Nate Lanxon
Nate Lanxon is CNET UK's Senior Editor of News and Features, and covers every aspect of technology for Crave. He also enjoys popular-science books, obscure Japanese animation and plays 'technical metal' on the drums, whatever that is.
Tuesday 11 March 2008, 2:53pm
A century before Web simulcasts, there was Theatrophone
Humans have been bending their considerable ingenuity to the challenge of delivering music longer than you might think. Recently I came across one of history's most attractive pre-radio broadcasting solutions -- the Théâtrophone, a French system from more than a century ago that delivered stereo audio from opera houses and theatres via telephone wires.
Devised by Clément Ader -- a French engineer who worked with Alexander Graham Bell to improve the sound quality of the telephone -- around 1880, the concept was commercialised a decade later by Compagnie du Théâtrophone. It worked by transmitting a sound picked up by about 80 stage-mounted microphones within theatres. The transmission was poorly amplified, but over a budding telephone network it was groundbreaking for the time -- the sick, the disabled and the bone idle could listen to music without shifting their position in bed.
But it was an expensive business for listeners, requiring the purchase of both the Théâtrophone and a subscription to the broadcasts. To tackle this, hotels and bars would buy several Théâtrophones and charge people for listening -- a forerunner of pubs showing sport on TV to attract drinkers. Short news broadcasts were also part of the subscription, and featured at regular intervals throughout the day.
It wasn't to last, however. The expensive Théâtrophone services were eventually superceded by cheaper radio broadcasting, which was being furiously refined at the start of the 20th century. Compagnie du Théâtrophone checked out in 1932, by which time radio broadcasts had advanced to the stage of being recorded in peoples' homes on to 7-inch records.
France wasn't the only country to attempt telephone-based broadcasting, though. Between 1895 and the mid-1920s, the copycat Electrophone of London operated in an almost identical manner to the Théâtrophone, but, alas, succumbed to the same tumultuous fate as radio began its dizzying ascent.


▶ _Directions for this task_
When you give the entries again, keep every word as it stands and drop the pictures.

▶ _Entries supplied_
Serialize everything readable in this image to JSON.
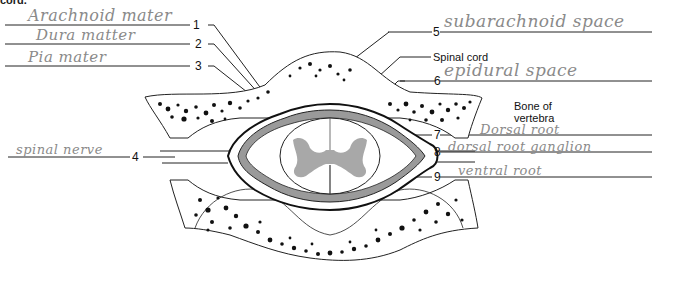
{
  "header": {
    "cut_text": "cord."
  },
  "diagram": {
    "printed_labels": {
      "spinal_cord": "Spinal cord",
      "bone_of_vertebra_line1": "Bone of",
      "bone_of_vertebra_line2": "vertebra"
    },
    "numbered_labels": [
      {
        "number": "1",
        "answer": "Arachnoid mater"
      },
      {
        "number": "2",
        "answer": "Dura matter"
      },
      {
        "number": "3",
        "answer": "Pia mater"
      },
      {
        "number": "4",
        "answer": "spinal nerve"
      },
      {
        "number": "5",
        "answer": "subarachnoid space"
      },
      {
        "number": "6",
        "answer": "epidural space"
      },
      {
        "number": "7",
        "answer": "Dorsal root"
      },
      {
        "number": "8",
        "answer": "dorsal root ganglion"
      },
      {
        "number": "9",
        "answer": "ventral root"
      }
    ],
    "colors": {
      "ink": "#111111",
      "handwriting": "#8a8a8a",
      "gray_matter": "#a8a8a8",
      "meninges": "#9a9a9a"
    }
  }
}
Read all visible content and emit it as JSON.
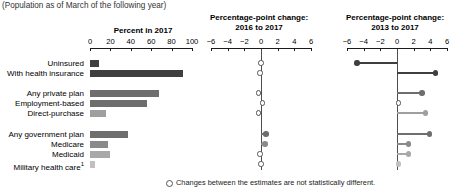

▶ _Response for this exercise_
Serialize everything readable in this image to JSON.
{
  "header": {
    "cut_text": "cord."
  },
  "diagram": {
    "printed_labels": {
      "spinal_cord": "Spinal cord",
      "bone_of_vertebra_line1": "Bone of",
      "bone_of_vertebra_line2": "vertebra"
    },
    "numbered_labels": [
      {
        "number": "1",
        "answer": "Arachnoid mater"
      },
      {
        "number": "2",
        "answer": "Dura matter"
      },
      {
        "number": "3",
        "answer": "Pia mater"
      },
      {
        "number": "4",
        "answer": "spinal nerve"
      },
      {
        "number": "5",
        "answer": "subarachnoid space"
      },
      {
        "number": "6",
        "answer": "epidural space"
      },
      {
        "number": "7",
        "answer": "Dorsal root"
      },
      {
        "number": "8",
        "answer": "dorsal root ganglion"
      },
      {
        "number": "9",
        "answer": "ventral root"
      }
    ],
    "colors": {
      "ink": "#111111",
      "handwriting": "#8a8a8a",
      "gray_matter": "#a8a8a8",
      "meninges": "#9a9a9a"
    }
  }
}
Read all visible content and emit it as JSON.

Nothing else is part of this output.